This research proposal introduces Lang-Explore, a framework for active robot exploration that leverages natural language instructions to guide autonomous navigation in unknown environments. The method integrates Vision-Language Models with information-theoretic exploration through a Language-Guided Information Gain formulation that scores frontiers based on semantic relevance. The system maintains dense semantic maps by fusing CLIP-based visual features with geometric occupancy, enabling open-vocabulary spatial queries without pre-trained environment models.
Key findings
Language-Guided Information Gain (LGIG) formulation scores exploration frontiers based on their semantic relevance to natural language instructions.
Integration of Vision-Language Models with information-theoretic exploration enables efficient task-relevant mapping in unknown environments.
Dense semantic mapping fuses CLIP visual features with 3D geometric occupancy to support open-vocabulary spatial queries.
The framework eliminates dependency on pre-trained environment models or task-specific navigation graphs for goal-directed exploration.
Limitations & open questions
Traditional frontier-based exploration treats all unknown regions equally, potentially wasting effort on task-irrelevant areas.
Existing Vision-Language Navigation methods typically require pre-computed navigation graphs limiting deployment in truly unknown environments.
Current approaches often rely on passive perception rather than actively seeking viewpoints that maximize information gain for language understanding.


For each line below that holds the string "branch", add one to a tally; report that tally alone.

---- EXERCISE MATERIALS

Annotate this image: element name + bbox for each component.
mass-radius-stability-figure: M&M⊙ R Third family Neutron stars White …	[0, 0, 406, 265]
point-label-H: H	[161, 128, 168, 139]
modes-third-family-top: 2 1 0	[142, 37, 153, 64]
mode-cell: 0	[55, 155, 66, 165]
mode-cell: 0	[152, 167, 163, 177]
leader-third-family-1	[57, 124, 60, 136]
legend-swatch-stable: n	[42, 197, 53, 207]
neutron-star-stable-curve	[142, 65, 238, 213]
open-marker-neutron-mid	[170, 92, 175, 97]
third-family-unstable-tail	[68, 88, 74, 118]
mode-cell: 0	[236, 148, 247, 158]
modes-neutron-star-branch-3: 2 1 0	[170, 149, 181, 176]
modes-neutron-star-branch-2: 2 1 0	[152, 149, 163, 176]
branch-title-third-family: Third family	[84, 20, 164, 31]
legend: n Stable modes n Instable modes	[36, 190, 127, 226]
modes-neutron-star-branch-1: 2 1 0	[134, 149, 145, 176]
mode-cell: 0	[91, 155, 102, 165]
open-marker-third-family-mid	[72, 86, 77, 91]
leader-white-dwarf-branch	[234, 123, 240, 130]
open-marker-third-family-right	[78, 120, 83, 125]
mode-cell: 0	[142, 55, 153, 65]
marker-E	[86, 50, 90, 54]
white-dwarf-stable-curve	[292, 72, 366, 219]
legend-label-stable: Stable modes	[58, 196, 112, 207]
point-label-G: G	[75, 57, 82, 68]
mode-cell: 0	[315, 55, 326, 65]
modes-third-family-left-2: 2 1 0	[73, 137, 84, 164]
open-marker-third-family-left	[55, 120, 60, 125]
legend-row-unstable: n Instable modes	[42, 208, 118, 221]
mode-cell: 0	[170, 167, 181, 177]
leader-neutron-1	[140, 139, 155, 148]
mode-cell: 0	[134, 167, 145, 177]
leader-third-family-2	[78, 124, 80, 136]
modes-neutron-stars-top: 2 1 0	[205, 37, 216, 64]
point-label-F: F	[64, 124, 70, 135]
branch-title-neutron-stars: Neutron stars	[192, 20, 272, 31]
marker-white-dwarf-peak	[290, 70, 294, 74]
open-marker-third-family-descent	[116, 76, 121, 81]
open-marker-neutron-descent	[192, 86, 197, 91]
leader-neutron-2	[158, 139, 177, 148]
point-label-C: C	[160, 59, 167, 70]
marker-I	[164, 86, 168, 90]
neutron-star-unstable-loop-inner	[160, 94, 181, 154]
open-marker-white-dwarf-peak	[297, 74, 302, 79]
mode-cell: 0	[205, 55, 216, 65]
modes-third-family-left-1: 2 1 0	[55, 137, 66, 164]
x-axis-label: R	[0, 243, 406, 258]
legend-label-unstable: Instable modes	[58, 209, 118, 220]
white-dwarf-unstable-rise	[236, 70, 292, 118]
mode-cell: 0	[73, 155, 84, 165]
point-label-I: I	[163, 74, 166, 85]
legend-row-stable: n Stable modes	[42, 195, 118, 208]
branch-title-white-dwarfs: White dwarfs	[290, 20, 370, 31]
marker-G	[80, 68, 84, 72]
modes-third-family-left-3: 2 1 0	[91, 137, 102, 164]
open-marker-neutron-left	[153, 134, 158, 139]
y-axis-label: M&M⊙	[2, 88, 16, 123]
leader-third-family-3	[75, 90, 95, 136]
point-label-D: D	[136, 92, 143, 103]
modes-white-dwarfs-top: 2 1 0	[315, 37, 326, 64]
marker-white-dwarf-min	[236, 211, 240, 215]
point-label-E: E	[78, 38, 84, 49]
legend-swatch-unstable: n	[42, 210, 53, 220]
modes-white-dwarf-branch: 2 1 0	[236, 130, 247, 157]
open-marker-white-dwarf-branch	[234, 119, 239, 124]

--------

• REPLY TO THE EXERCISE:
9